Thnickels

Retro web aesthetic and site design

  • Many commenters love the 1998-style design: static HTML, tiny fast-loading page, basic images, animated GIFs, and even hotlinked Wayback/Geocities assets.
  • The “Proudly built with FrontPage 98” footer triggers strong nostalgia; several recall school projects and early personal sites built with it.
  • Some argue this kind of quirky, personal site is “what the internet should be,” especially compared to modern bloated apps (Teams is used as a negative comparison).
  • There’s enthusiasm for a resurgence of static, hand-made websites (NeoCities, webrings) as an antidote to modern, homogenized UX.
  • Jokes riff on modern web buzzwords (“JIT edge hydration,” Rust SSR, LLM code assistants) contrasted with how simple the site actually is.

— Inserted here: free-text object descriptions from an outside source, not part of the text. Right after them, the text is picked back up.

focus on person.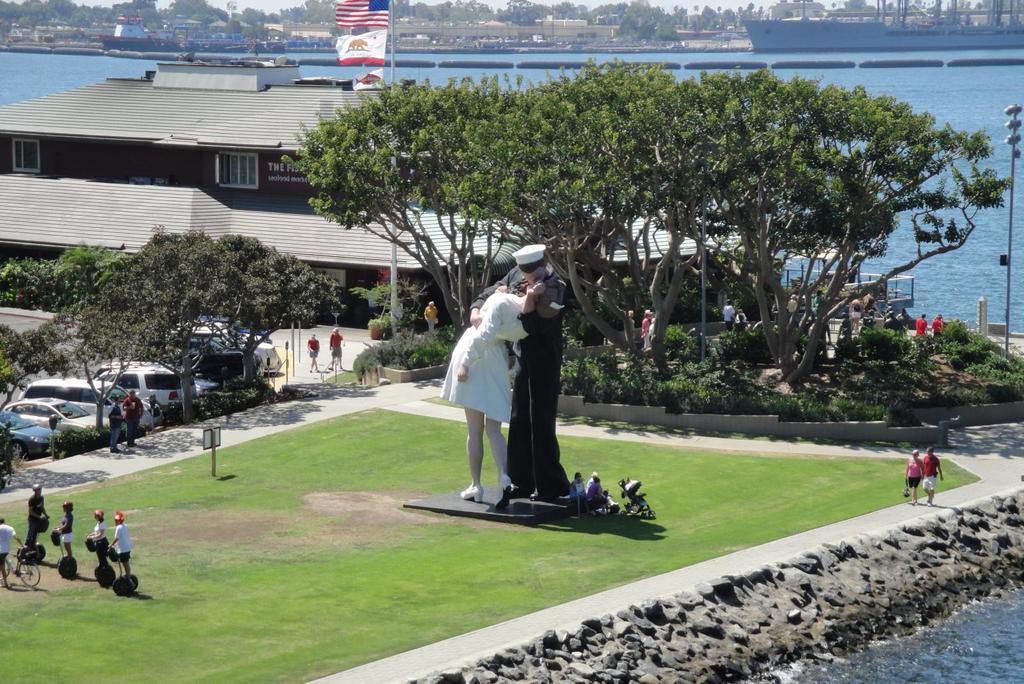
Focused at <bbox>924, 445, 945, 505</bbox>.
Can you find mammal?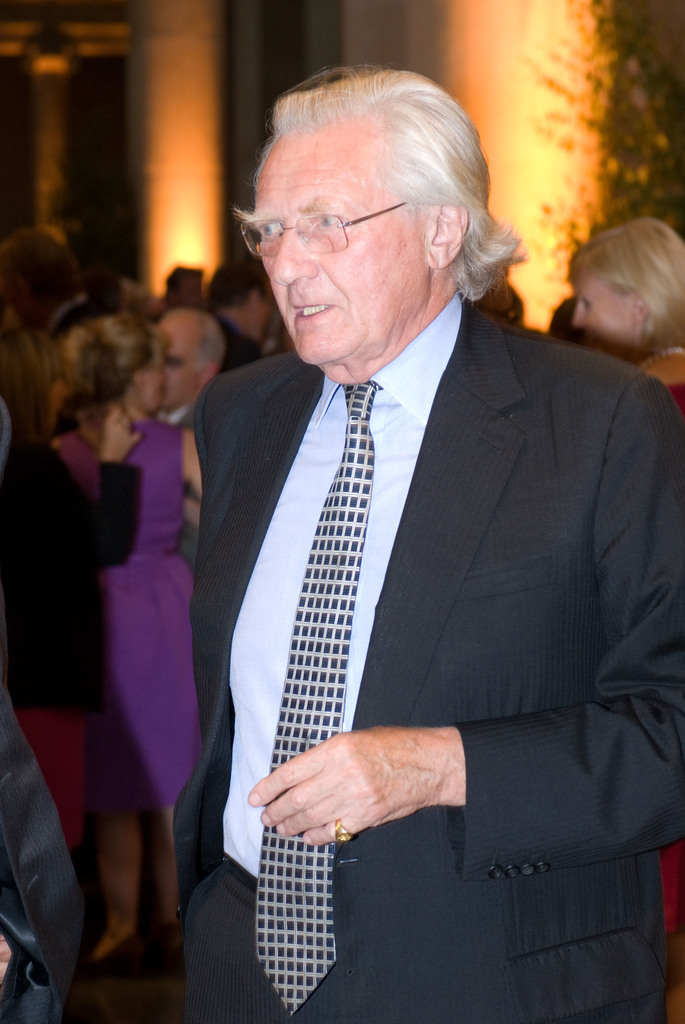
Yes, bounding box: box(150, 81, 649, 986).
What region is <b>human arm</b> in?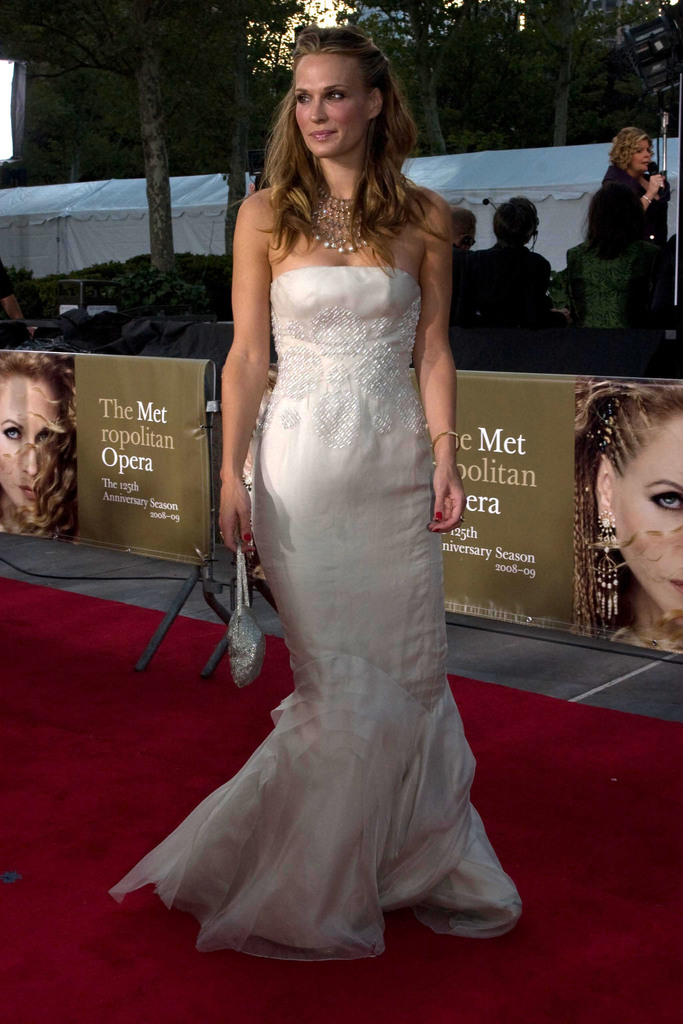
bbox=(531, 248, 562, 325).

Creator, art project, and lore

  • Multiple commenters identify the project as part of a known surreal/absurdist online art scene, connecting it to similar “weird coin” concepts.
  • There’s some debate over which specific artist or persona is behind it; links to social posts and related projects support both overlap and ambiguity.
  • The site’s copy (e.g., “state of some art facility,” “powerful workhorse (me)”) is celebrated as part of the intentional character and worldbuilding.
  • An apparent appearance by “Theo” in the thread confirms sales are paused, hints at future thicker coins, international shipping, and jokingly offers trades of “thin coins” for thnickels.

Humor, puns, and easter eggs

  • Users highlight the hidden ASCII-art coin in the HTML comments and debate whether it’s an “emoticon,” ASCII art, or “emoticoin.”
  • Heavy punning around “thnickel,” “thickel,” “thicc,” “emothickon,” and “wide wampum” is widespread; most agree the chosen spelling is funnier and possibly name-based.
  • The mock-Latin motto sparks light grammatical nitpicking, with playful “Monty Python” Latin jokes.
  • Several relish the deliberately silly marketing angle (including foot imagery) as a sendup of contemporary online hustles.

Coins, violence, and self-defense tangents

  • A side thread debates whether holding a roll of coins meaningfully increases punching power: one commenter calls it an “urban legend,” others insist added mass clearly boosts impact for untrained punchers.
  • Boxing vs MMA safety is discussed: glove weight, sparring norms (e.g., 14oz gloves), the role of wraps, and notorious cases of tampered gloves.
  • Multiple comments stress that most people punch poorly and risk breaking their hands; recommendations emphasize running away (“use your sneakers”) or pushing with open hands instead of punching.

Tracking, tools, and browser hygiene

  • Some urge removing tracking parameters (Beehiiv IDs) from shared links and recommend extensions like ClearURLs, Firefox’s “Copy clean link,” or switching to Firefox/Brave.
  • There’s mild concern over extension permissions but reassurance based on Mozilla’s “Recommended” status.